Update Incident Severity Level

update_incident_severity_level

Update an existing incident severity level's name, email trigger, push notification, or alert recipients in Procore.

Instructions

Updates a specified Incident Severity Level. Use this to update an existing Incidents (only the supplied fields are changed). Updates the specified Incidents and returns the modified object on success. Required parameters: company_id, id. Procore API: Project Management > Incidents. Endpoint: PATCH /rest/v1.0/companies/{company_id}/incidents/severity_levels/{id}

Input Schema

TableJSON Schema
NameRequiredDescriptionDefault
company_idYesURL path parameter — unique identifier for the company.
idYesURL path parameter — incident Severity Level ID
nameNoJSON request body field — name of the Incident Severity Level
email_triggerNoJSON request body field — indicates whether an email should be sent
push_notification_triggerNoJSON request body field — indicates whether a push notification should be sent
alert_recipient_idsNoJSON request body field — iDs of Users that should receive notifications
Behavior2/5

Does the description disclose side effects, auth requirements, rate limits, or destructive behavior?

The description does not disclose that updating fields like email_trigger or push_notification_trigger may trigger actual notifications, which is a behavioral trait beyond what annotations (with openWorldHint=true) imply. It only states the return value, missing important side effects.

Agents need to know what a tool does to the world before calling it. Descriptions should go beyond structured annotations to explain consequences.

Conciseness3/5

Is the description appropriately sized, front-loaded, and free of redundancy?

The description is concise with 4 sentences, but includes redundancy (e.g., repeating 'Updates' and the required parameters). It is front-loaded with the purpose but could be more streamlined without sacrificing completeness.

Shorter descriptions cost fewer tokens and are easier for agents to parse. Every sentence should earn its place.

Completeness3/5

Given the tool's complexity, does the description cover enough for an agent to succeed on first attempt?

The description covers the purpose, required parameters, and return object, but lacks discussion on potential side effects like notification triggers or how changes affect incidents. Given the presence of triggered fields, more context would improve completeness.

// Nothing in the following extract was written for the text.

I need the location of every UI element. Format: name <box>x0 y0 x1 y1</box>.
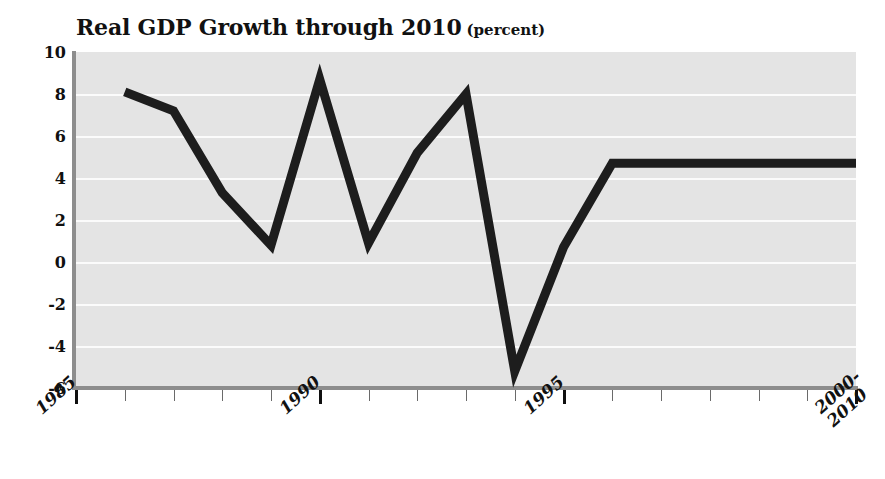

Complex tools with many parameters or behaviors need more documentation. Simple tools need less. This dimension scales expectations accordingly.

Parameters3/5

Does the description clarify parameter syntax, constraints, interactions, or defaults beyond what the schema provides?

All parameters have descriptions in the input schema (100% coverage). The description only adds that company_id and id are required, which is already in the schema, thus adding no meaningful extra meaning beyond what is already provided.

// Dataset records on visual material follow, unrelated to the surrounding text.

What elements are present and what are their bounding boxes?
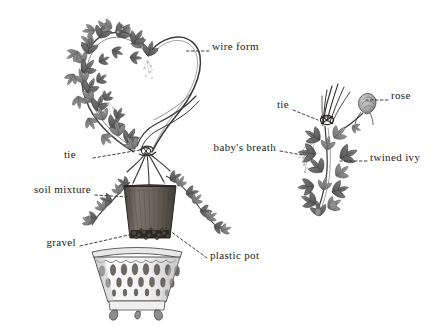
detail-sprig-group <box>297 84 376 218</box>
label-babys-breath: baby's breath <box>180 142 276 153</box>
twined-ivy-shape <box>297 122 361 218</box>
figure-canvas: wire form tie soil mixture gravel plasti… <box>0 0 448 333</box>
plant-stems <box>127 153 170 185</box>
label-gravel: gravel <box>0 237 76 248</box>
label-wire-form: wire form <box>212 41 259 52</box>
label-tie-left: tie <box>0 149 76 160</box>
cachepot-shape <box>92 248 182 321</box>
heart-topiary-group <box>62 16 233 320</box>
garland-blossoms <box>104 28 153 113</box>
leader-tie-right <box>293 110 318 120</box>
cachepot-feet <box>109 310 162 320</box>
trailing-ivy-right <box>166 168 233 236</box>
label-tie-right: tie <box>250 99 289 110</box>
leader-tie-left <box>93 150 140 158</box>
label-soil-mixture: soil mixture <box>0 184 91 195</box>
label-plastic-pot: plastic pot <box>210 250 259 261</box>
tie-knot-right <box>320 115 334 124</box>
label-rose: rose <box>391 90 411 101</box>
plastic-pot-shape <box>124 185 176 240</box>
leader-gravel <box>80 234 133 246</box>
label-twined-ivy: twined ivy <box>370 152 420 163</box>
leader-soil-mixture <box>95 195 128 197</box>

Input schemas describe structure but not intent. Descriptions should explain non-obvious parameter relationships and valid value ranges.

Purpose3/5

Does the description clearly state what the tool does and how it differs from similar tools?

The description clearly states it updates a specified Incident Severity Level, but contains a typo referring to 'Incidents' instead of 'Severity Levels', which causes minor confusion. It does not explicitly differentiate from sibling tools like update_incident, but the specificity of 'severity_level' in the name helps.

Agents choose between tools based on descriptions. A clear purpose with a specific verb and resource helps agents select the right tool.

Usage Guidelines3/5

Does the description explain when to use this tool, when not to, or what alternatives exist?

The description advises to use this tool for updating existing severity levels and notes that only supplied fields are changed, indicating partial updates. However, it does not provide guidance on when not to use it or mention alternative tools for similar operations, such as creating or listing severity levels.

Agents often have multiple tools that could apply. Explicit usage guidance like "use X instead of Y when Z" prevents misuse.